_Supplied material_:
□ □ □ □ □ □ □
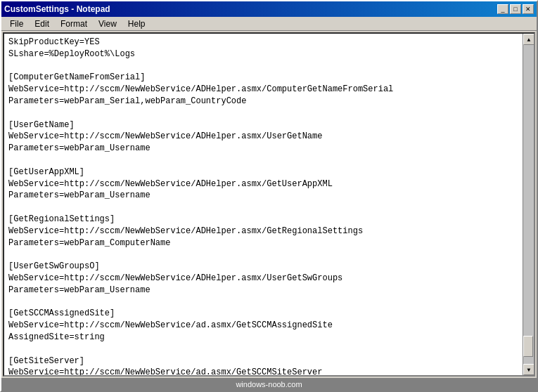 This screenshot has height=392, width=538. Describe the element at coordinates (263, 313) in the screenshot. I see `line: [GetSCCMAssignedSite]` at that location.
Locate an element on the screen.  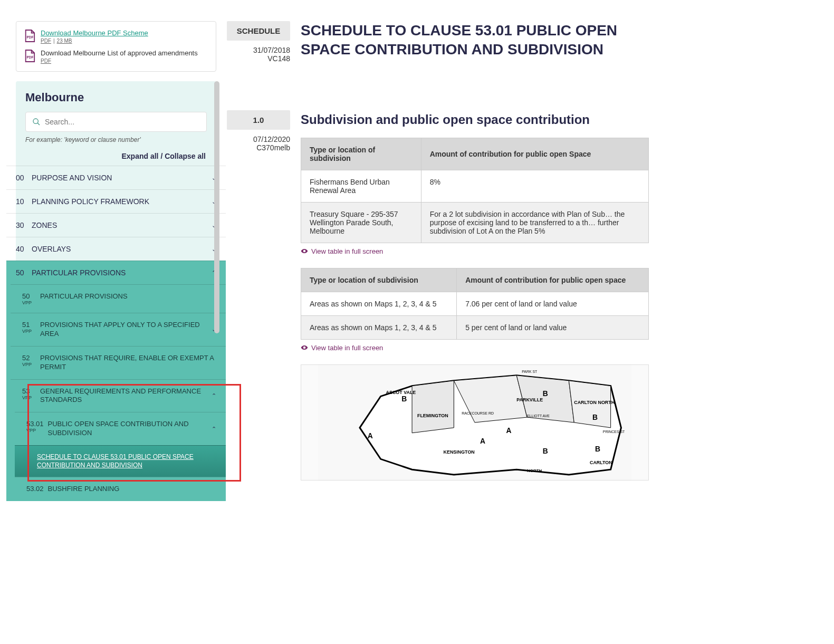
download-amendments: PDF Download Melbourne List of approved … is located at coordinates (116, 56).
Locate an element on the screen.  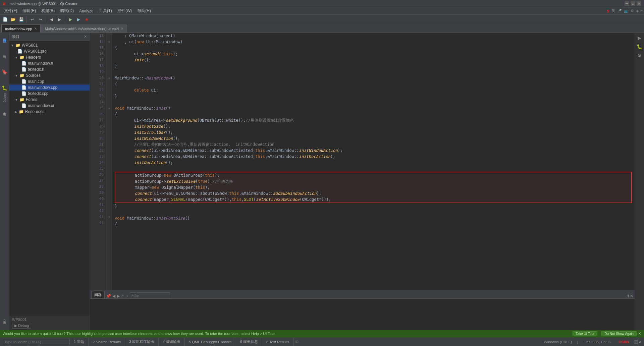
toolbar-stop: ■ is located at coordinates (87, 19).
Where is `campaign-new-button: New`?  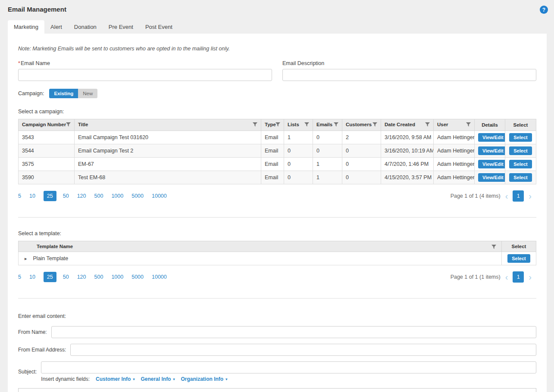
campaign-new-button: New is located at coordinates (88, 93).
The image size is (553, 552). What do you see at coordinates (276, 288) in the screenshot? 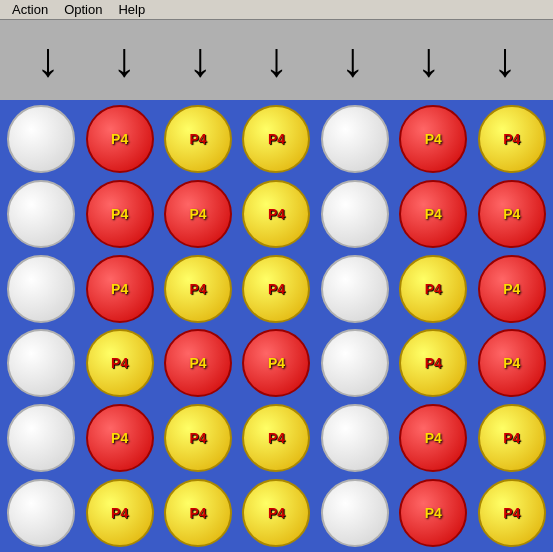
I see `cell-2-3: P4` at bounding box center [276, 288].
□ □ □ □ □ □ □
_Work instructions_: In the listing, find the line containing "The image size" and repeat it and every later line through the last one, word for word, excluding the pictures.

_Answer to this exercise_:
The image size is (553, 552). What do you see at coordinates (276, 288) in the screenshot? 
I see `cell-2-3: P4` at bounding box center [276, 288].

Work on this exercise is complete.